Elinor had not been three days gone, indeed her mother had but just received a hurried note announcing her arrival in London, when as she sat alone in the house which had become so silent, Mrs. Dennistoun suddenly became aware of a rising of sound of the most jubilant, almost riotous description. It began by the barking of Yarrow, the old colley, who was fond of lying at the gate watching in a philosophic way of his own the mild traffic of the country road, the children trooping by to school, who hung about him in cl.u.s.ters, with lavish offerings of crust and sc.r.a.ps of biscuit, and all the leisurely country _flaneurs_ whom the good dog despised, not thinking that he himself did nothing but _flaner_ at his own door in the sun. A bark from Yarrow was no small thing in the stillness of the spring afternoon, and little Urisk, the terrier, who lay wrapt in dreams at Mrs. Dennistoun's feet, heard where he lay entranced in the folds of sleep and c.o.c.ked up an eager ear and uttered a subdued interrogation under his breath. The next thing was no bark, but a shriek of joy from Yarrow, such as could mean nothing in the world but "Philip!" or Pippo, which was what no doubt the dogs called him between following their mistress. Urisk heard and understood. He made but one spring from the footstool on which he lay and flung himself against the door. Mrs. Dennistoun sat for a moment and listened, much disturbed.
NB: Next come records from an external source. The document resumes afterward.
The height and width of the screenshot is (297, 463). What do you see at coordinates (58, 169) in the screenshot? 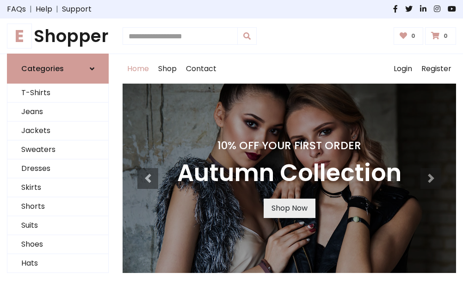
I see `a: Dresses` at bounding box center [58, 169].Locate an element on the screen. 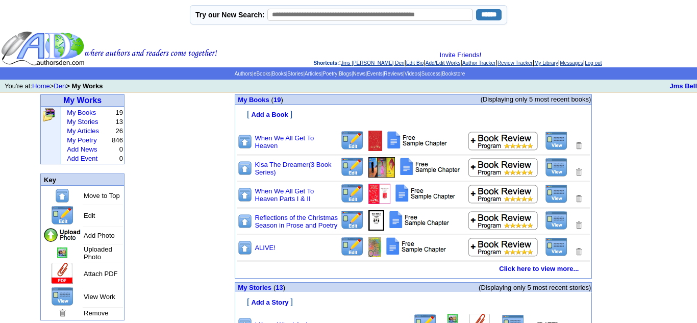 This screenshot has height=323, width=697. a: Review Tracker is located at coordinates (515, 63).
When some troublous incident occurs in the deep quiet of domestic life how often is it followed by another, and her heart turned a little sick.
She was not comforted even by the fact that Urisk was waggling not his tail only, but his whole little form in convulsions of joy, barking, crying aloud for the door to open, to let him forth. By this time all the friendly dogs about had taken up the sound out of sympathy with Yarrow's yells of delight--and into this came the clang of the gate, the sound of wheels, an outcry in a human voice, that of Barbara, the maid--and then a young shout that rang through the air--"Where's my mother, Barbara, where's granny?" Philip, it may be imagined, did not wait for any answer, but came in headlong. Yarrow leaping after him, Urisk springing into the air to meet him--himself in too great a hurry to heed either, flinging himself upon the astonished lady who rose to meet him, with a sudden kiss, and a "Where's my mother, granny?" of eager greeting.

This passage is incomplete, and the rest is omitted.